§ TASK ITEM
After finding the line that holds "Describe the element" below, set down that line and the rest through the final one exactly, leaving the pictures out.
--- RECORDS TO PROCESS Enclosed Below ---
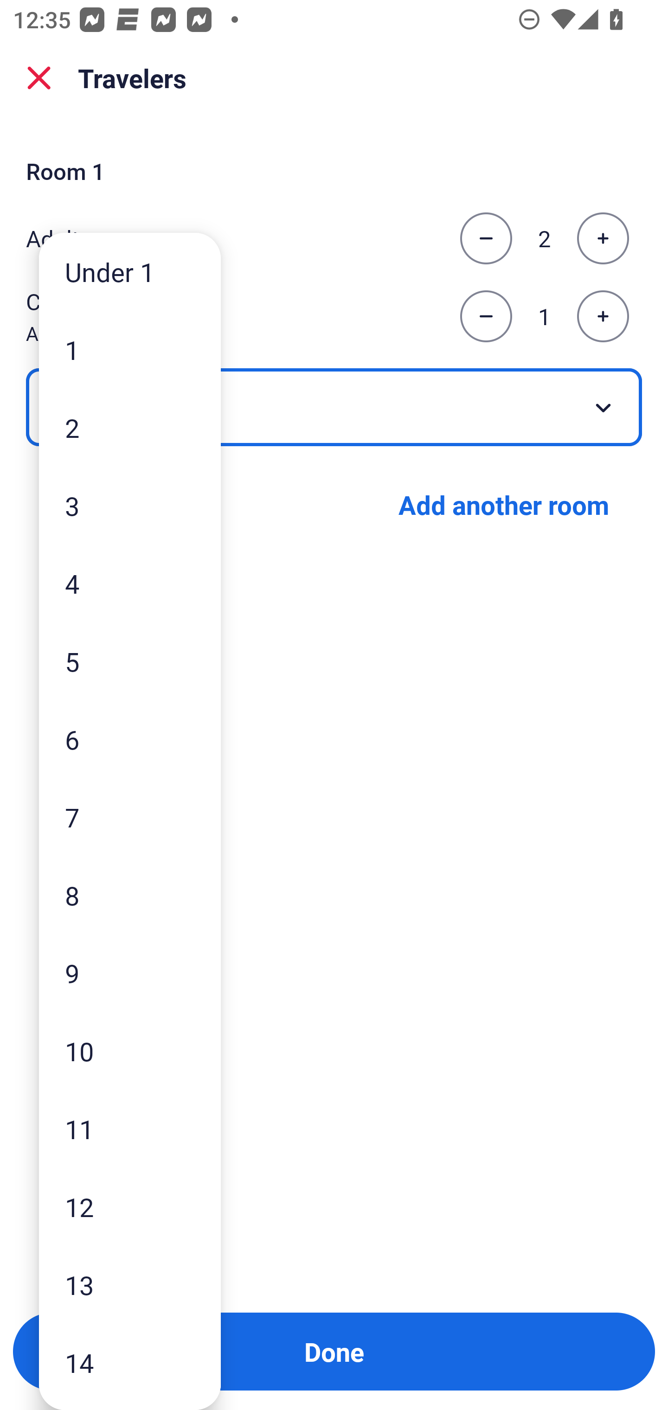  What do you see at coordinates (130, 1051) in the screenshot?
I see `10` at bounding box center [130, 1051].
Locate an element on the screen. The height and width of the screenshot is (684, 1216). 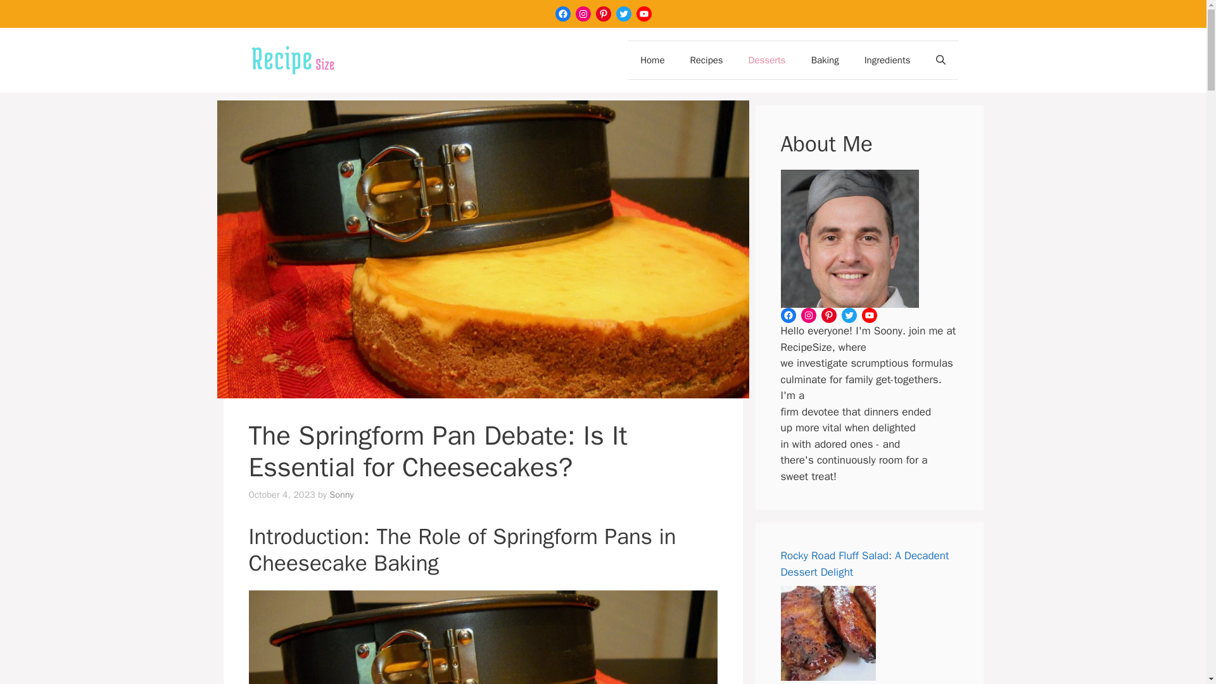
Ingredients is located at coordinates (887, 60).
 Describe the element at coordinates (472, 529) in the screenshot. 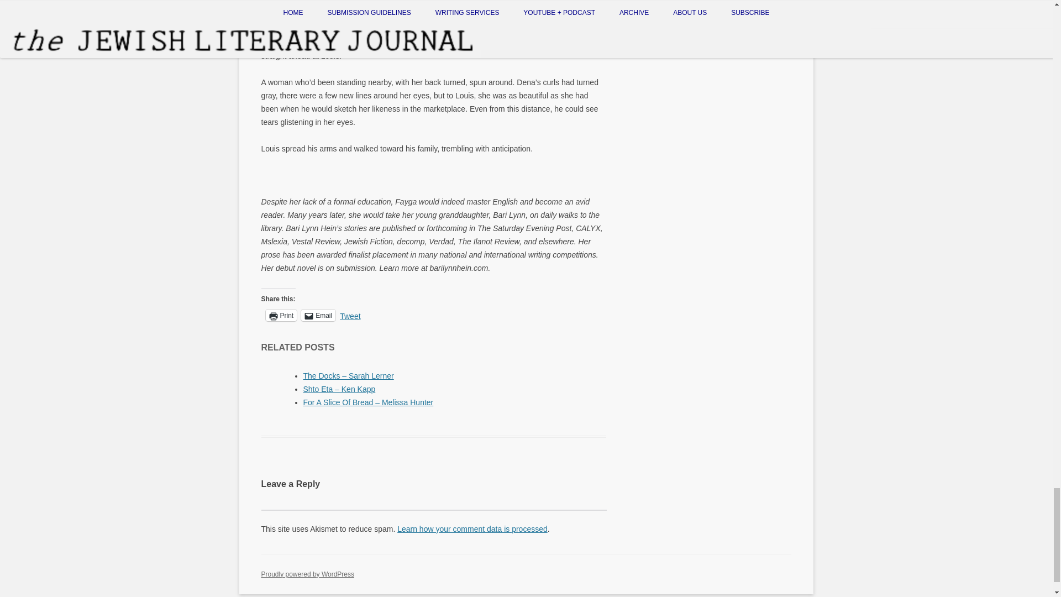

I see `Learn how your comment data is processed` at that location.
--- End of Enclosed RECORDS TO PROCESS ---
§ EXERCISE ANSWER
 Describe the element at coordinates (472, 529) in the screenshot. 

I see `Learn how your comment data is processed` at that location.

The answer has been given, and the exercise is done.